NEUROLOGY 2005;65:14621464
John R. Economides, PhD; and Jonathan C. Horton, MD, PhD
Stiff person syndrome (SPS) is an autoimmune disease characterized by muscle rigidity, spasm, and
circulating antibodies against glutamic acid decarboxylase (GAD), the synthetic enzyme for GABA.1
Surprisingly, ocular symptoms have not been described as a prominent feature of SPS, although
GABAergic neurons are critical for brainstem control
of eye movements.2 In a recent report, a patient was
described with alternating esodeviation, bilateral abduction weakness, hypometric saccades, nystagmus
and antiacetylcholine receptor antibodies.3 The authors identified four similar reports in the literature
and suggested that gaze disorders in SPS arise from
myasthenia gravis. Here we describe a patient with
eye movement abnormalities and SPS, without evidence of myasthenia gravis.
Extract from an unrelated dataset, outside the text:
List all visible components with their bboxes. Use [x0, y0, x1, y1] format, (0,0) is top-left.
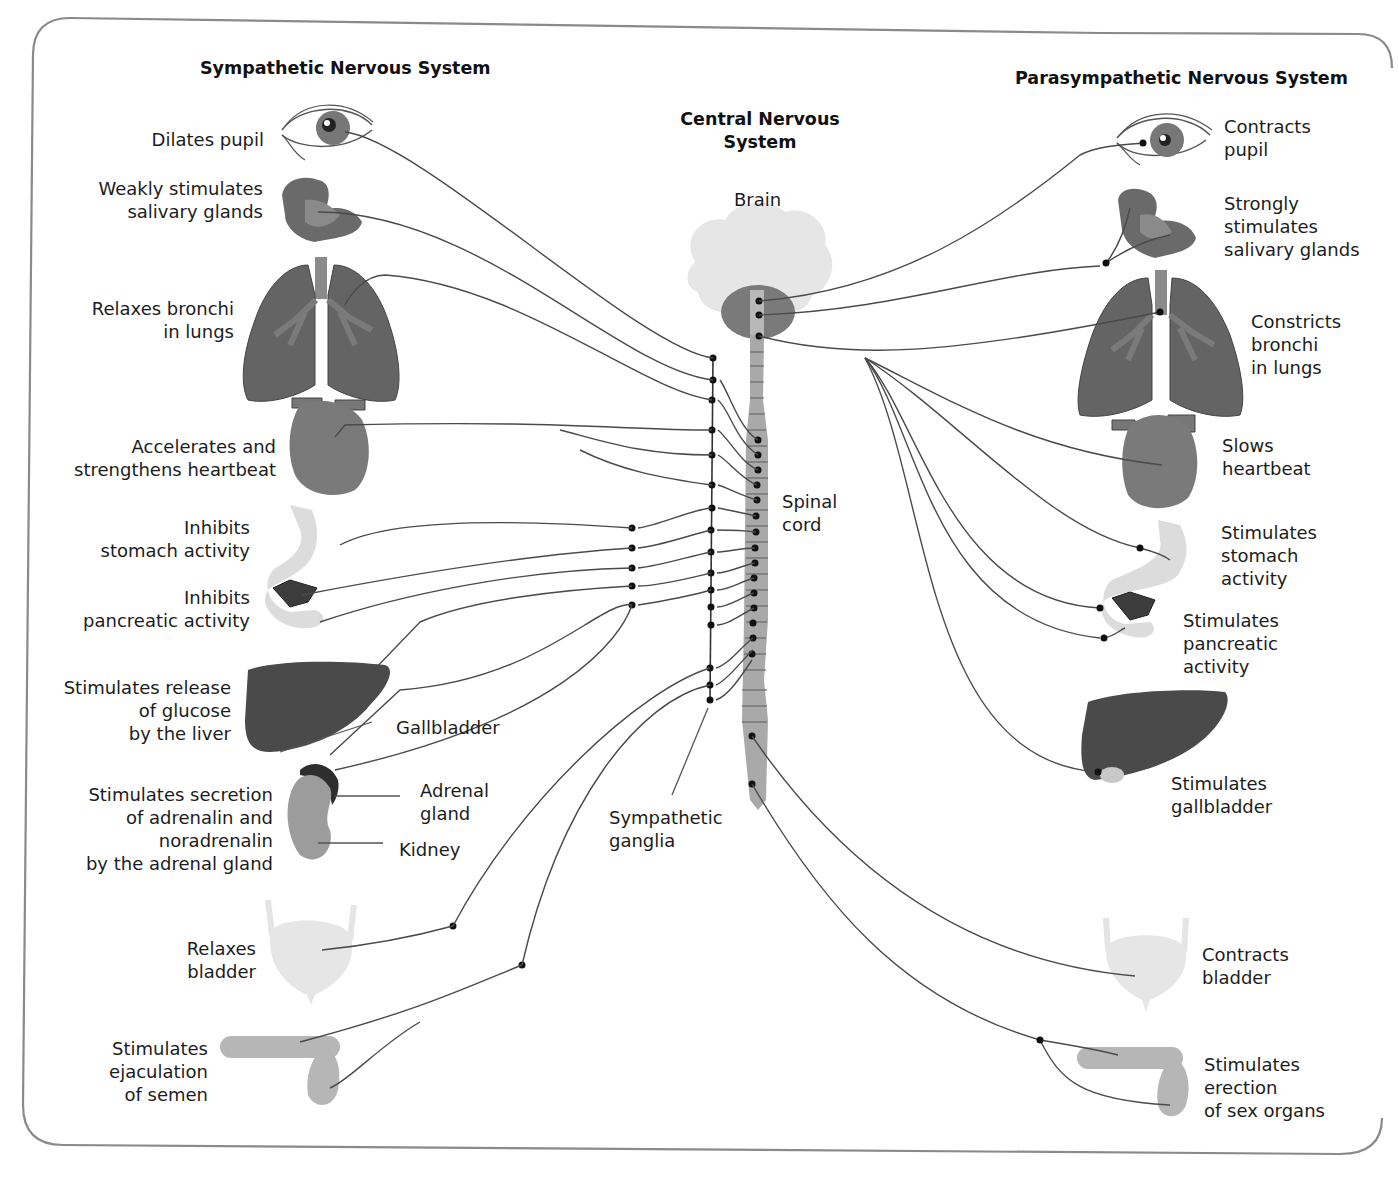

Case report. A 38-year-old woman reported that in 1993 she
developed diplopia on lateral gaze to either side and nystagmus.
Within a few years, she became disabled by progressive muscle
stiffness, cramps, and ataxia. Spinal fluid analysis was unrevealing, except for an elevated IgG synthesis rate. Tests for anti-Hu,
Yo, and Ri antibodies as well as thyroid autoantibodies were negative. In 1998, electromyography revealed continuous motor activity in the right gastrocnemius, quadriceps, and lumbar
paraspinous muscles after brief, low-intensity stimulation of the
right ankle. The diagnosis of SPS was confirmed by a serum
anti-GAD65 antibody level of 187 nmol/L (normal 0.02), documented in 1998 by radioimmunoassay.
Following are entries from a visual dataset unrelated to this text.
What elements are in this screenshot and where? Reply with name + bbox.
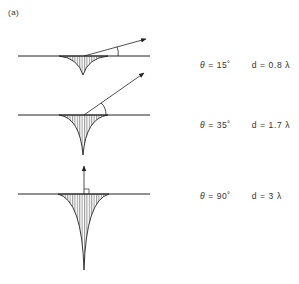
groove-row-3: [18, 166, 150, 270]
caption-row-1: θ = 15˚ d = 0.8 λ: [200, 60, 290, 70]
groove-profile: [59, 56, 108, 75]
groove-profile: [59, 115, 108, 155]
angle-arc: [101, 103, 106, 115]
depth-value: d = 0.8 λ: [252, 60, 290, 70]
groove-profile: [58, 194, 109, 270]
right-angle-marker: [84, 189, 89, 194]
theta-value: = 35˚: [208, 120, 231, 130]
depth-value: d = 1.7 λ: [252, 120, 290, 130]
groove-row-2: [18, 73, 150, 155]
diffraction-arrow: [84, 73, 144, 115]
caption-row-3: θ = 90˚ d = 3 λ: [200, 191, 282, 201]
theta-symbol: θ: [200, 191, 205, 201]
diffraction-arrow: [84, 39, 146, 56]
depth-value: d = 3 λ: [252, 191, 282, 201]
theta-value: = 90˚: [208, 191, 231, 201]
angle-arc: [117, 47, 118, 56]
theta-symbol: θ: [200, 120, 205, 130]
theta-symbol: θ: [200, 60, 205, 70]
groove-row-1: [18, 39, 150, 75]
caption-row-2: θ = 35˚ d = 1.7 λ: [200, 120, 290, 130]
groove-diagram: [0, 0, 299, 284]
theta-value: = 15˚: [208, 60, 231, 70]
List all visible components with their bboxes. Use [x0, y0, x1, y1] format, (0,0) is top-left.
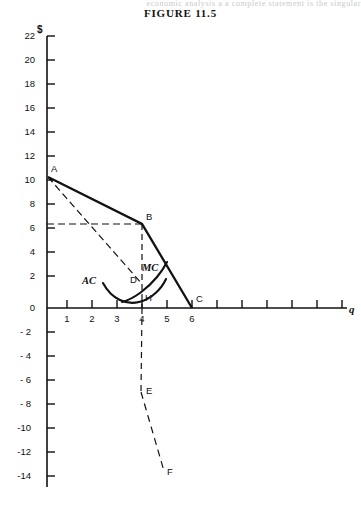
- point-label-B: B: [146, 211, 152, 222]
- y-tick-label-neg14: -14: [5, 470, 31, 481]
- x-axis-ticks: [67, 300, 342, 308]
- x-tick-label-6: 6: [185, 313, 199, 324]
- y-tick-label-neg4: - 4: [5, 350, 31, 361]
- y-tick-label-12: 12: [9, 150, 35, 161]
- x-axis-label-q: q: [349, 303, 355, 315]
- ac-curve-label: AC: [82, 275, 96, 286]
- x-tick-label-5: 5: [160, 313, 174, 324]
- y-tick-label-8: 8: [9, 198, 35, 209]
- y-tick-label-0: 0: [9, 302, 35, 313]
- figure-svg: [0, 0, 361, 510]
- x-tick-label-1: 1: [60, 313, 74, 324]
- y-tick-label-neg8: - 8: [5, 398, 31, 409]
- mc-curve-label: MC: [142, 262, 158, 273]
- y-tick-label-22: 22: [9, 30, 35, 41]
- point-label-F: F: [167, 466, 173, 477]
- mr-upper-segment-dashed: [48, 177, 142, 284]
- point-label-H: H: [145, 292, 152, 303]
- y-tick-label-neg6: - 6: [5, 374, 31, 385]
- x-tick-label-2: 2: [85, 313, 99, 324]
- y-tick-label-2: 2: [9, 270, 35, 281]
- y-tick-label-10: 10: [9, 174, 35, 185]
- point-label-D: D: [130, 274, 137, 285]
- x-tick-label-3: 3: [110, 313, 124, 324]
- y-tick-label-4: 4: [9, 246, 35, 257]
- point-label-A: A: [51, 163, 57, 174]
- y-tick-label-14: 14: [9, 126, 35, 137]
- y-tick-label-18: 18: [9, 78, 35, 89]
- y-tick-label-16: 16: [9, 102, 35, 113]
- figure-plot-area: $ 22 20 18 16 14 12 10 8 6 4 2 0 - 2 - 4…: [0, 0, 361, 510]
- kinked-demand-curve: [48, 177, 192, 308]
- point-label-E: E: [146, 385, 152, 396]
- y-tick-label-6: 6: [9, 222, 35, 233]
- y-tick-label-neg2: - 2: [5, 326, 31, 337]
- x-tick-label-4: 4: [135, 313, 149, 324]
- y-tick-label-20: 20: [9, 54, 35, 65]
- y-axis-ticks: [47, 36, 55, 476]
- mr-lower-segment-dashed: [141, 392, 164, 471]
- y-tick-label-neg10: -10: [5, 422, 31, 433]
- point-label-C: C: [196, 293, 203, 304]
- y-tick-label-neg12: -12: [5, 446, 31, 457]
- y-axis-unit-label: $: [37, 24, 43, 35]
In 2004, our examination (see video on the Neurology Web site
at www.neurology.org) showed mild deficiency of abduction in
each eye. In primary gaze, there was an alternating esotropia of
about 8 degrees and a right hypertropia of 1 to 2 degrees, with a
left-eye fixation preference. Horizontal smooth pursuit had a low
Additional material related to this article can be found on the Neurology
Web site. Go to www.neurology.org and scroll down the Table of Contents for the November 8 issue to find the title link for this article.
From the Beckman Vision Center, University of California, San Francisco,
CA.
Supported by the National Eye Institute (EY015343, EY10217, and
EY02162), the Larry L. Hillblom Foundation, and Research to Prevent
Blindness.
Disclosure: The authors report no conflicts of interest.
Received April 1, 2005. Accepted in final form July 12, 2005.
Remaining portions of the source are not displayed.